The TV news came on. The camera cut away from the newsreader and propelled me onto the tarmac, where I saw myself getting off the plane. I noticed how big my suit looked on me, and that I had stumbled on the last step of the stairs. Hans’s coffin was taken from the hold and carried to the catafalque around which the Makkenroth family were waiting to recover the body. A young woman was crying on a relative’s shoulder. Hans’s two sons held themselves in a dignified manner, their black-clad wives by their sides. One can only gather one’s thoughts in silence …
I dozed off, or perhaps I fainted. It was probably just as well.
Five days after I got back, the funeral service took place in the Katharinenkirche, a Protestant church on the Hauptwache. The place was full to bursting. In the front rows, beside the Makkenroths, were the Chancellor and members of her government. People had come from the four corners of the world to pay their last respects to Hans. As well as the officials and national celebrities, there were people in turbans, Amazonian tribal chiefs, emirs in their ceremonial robes, ambassadors and nabobs. Hans had been not only a major industrialist, but above all a great man and a revered humanist. Outside, the street was packed with mourners. Thousands of anonymous people had been determined to celebrate the memory of this generous man who had devoted his time and fortune to the wretched of the earth. The ceremony was a very solemn one. After a speech by the Chancellor, who emphasised the dead man’s courage and selflessness, Bertram read a poem by Goethe, of whom his father had been an assiduous reader, and reminded us of his father’s principles and beliefs. By the time he rejoined his family, his face was drained of blood. Applause broke out when the coffin left the church. The cortege set off for the crematorium. I had not been invited to this final farewell, which was strictly reserved for family members. My friend’s ashes would be entrusted to the sea … The sea he had loved so much, the sea that was his deliverance and his inner world.

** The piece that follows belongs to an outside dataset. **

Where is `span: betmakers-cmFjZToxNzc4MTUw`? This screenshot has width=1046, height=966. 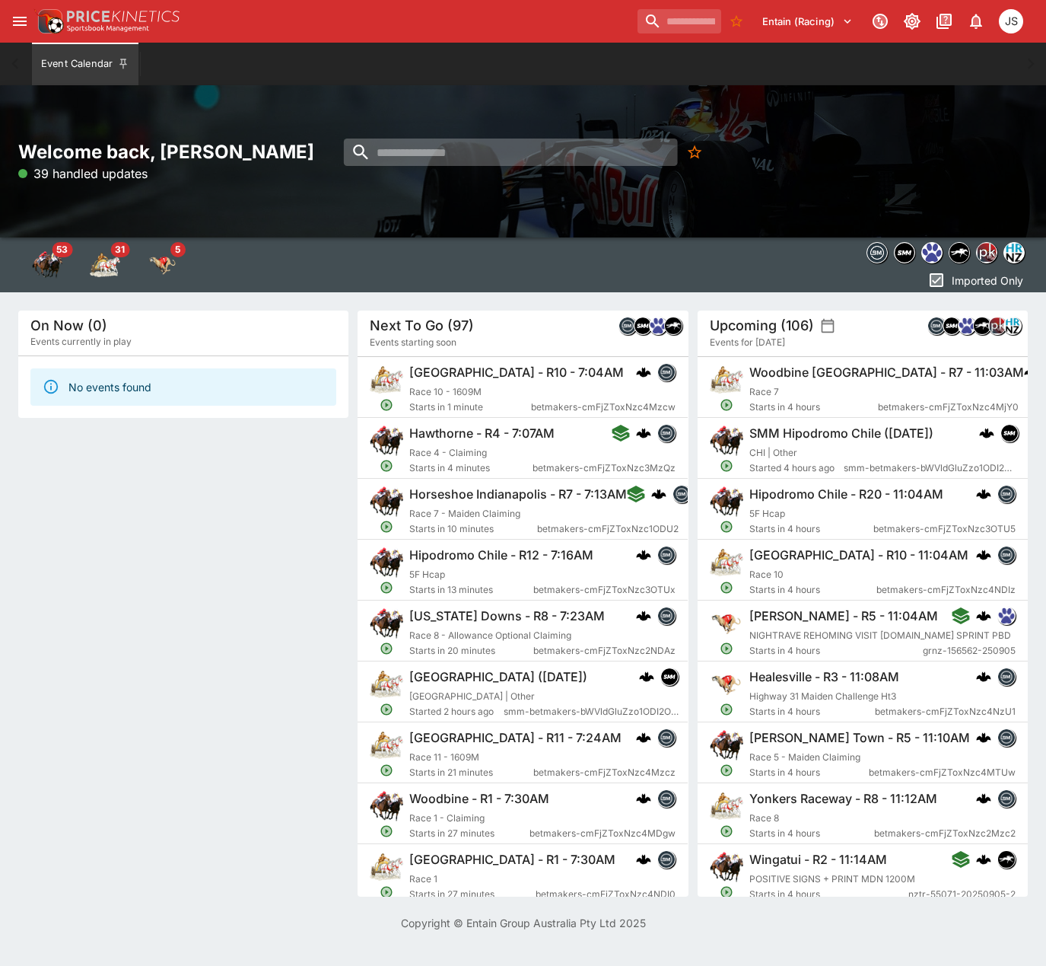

I thanked Claudia for her hospitality and asked her to drive me home. The reporters had realised that I didn’t want to speak to them and had gone back to their offices. Claudia offered to let me stay, just long enough for me to recover my strength. By that, I understood ‘my spirits’, and I deduced that I probably didn’t look very good. I asked her if I had changed; she began by stammering some excuses before regaining her composure and asserting that I needed to have people around me, to get some distance from the events. Hadn’t she asked for time off in order to take care of me? It was true that she had been looking after my every need, but her attention was starting to stifle me and I had to leave. I had been afraid to go out, afraid of being recognised in the street. All my life I had been discreet. Becoming an object of other people’s curiosity overnight terrified me. But shutting myself up in Claudia’s apartment was worse. I had been confined there for a week and it had worn me out. The nightmares that had undermined my sleep in Gerima’s jail were again starting to keep me awake.